I see Lynn Sweet, the woman who single-handed derailed an important national conversation about health care reform and generated a weeks long media circus with her ill-timed, off the wall, out of context question about the Henry Gates arrest at a major presidential news conference, is flogging yesterday's buzz on Romney's alleged surge in the polls. Today's polling has already made those polls somewhat irrelevant.

Of course, regular readers know I put little stock in the polls at any time. They're useless as predictive tools. They only encourage horserace coverage over policy analysis and I'm coming to believe they really are skewed. Not for partisan purposes. Strictly for business reasons.

Polling used to be rare and done by only a few trusted organizations. Now they're a big business and lots of people making serious money on them. If they all asked the same questions, phrased neutrally, they would all get the same results and eventually one or two big firms would eliminate the smaller competitors. Delivering wildly conflicting results is one way to ensure that the horserace obsessed will slavishly follow every damn one of them. And a lot of websites making money on apps that aggregate the results.

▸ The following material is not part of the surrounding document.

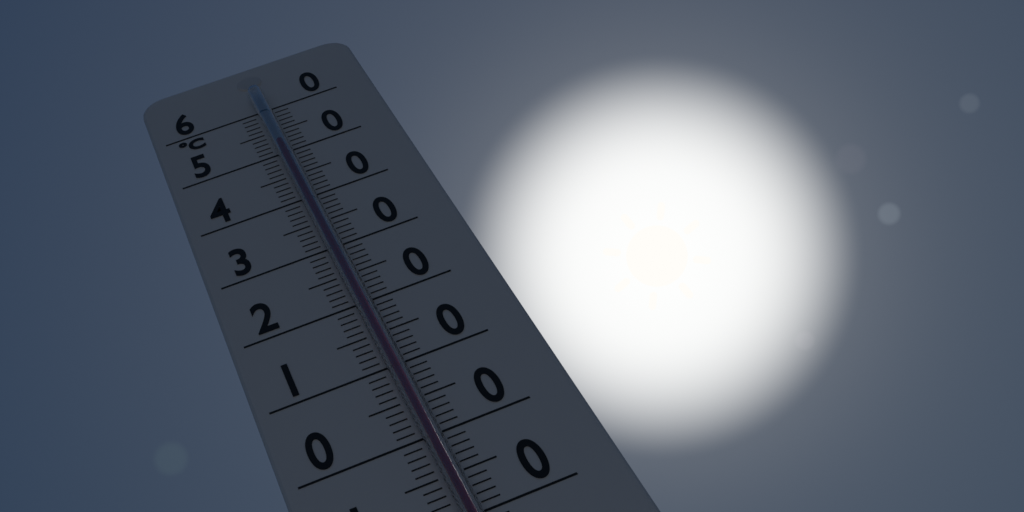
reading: 51 °C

I'm not suggesting there's any collusion, but in the brave new world of digital media, traffic stats equal money. I see no incentive to challenge the whole premise of daily polling and plenty of incentive to encourage it. Which only serves to engender hysteria among nervous partisan observers. Ultimately, it's the electorate, and indeed our system of government, that loses when the focus is on who's winning which demo because of the way they said it, instead of reporting on the real world ramifications of the policy proposals being put forward. Not I expect it to change in the foreseeable future.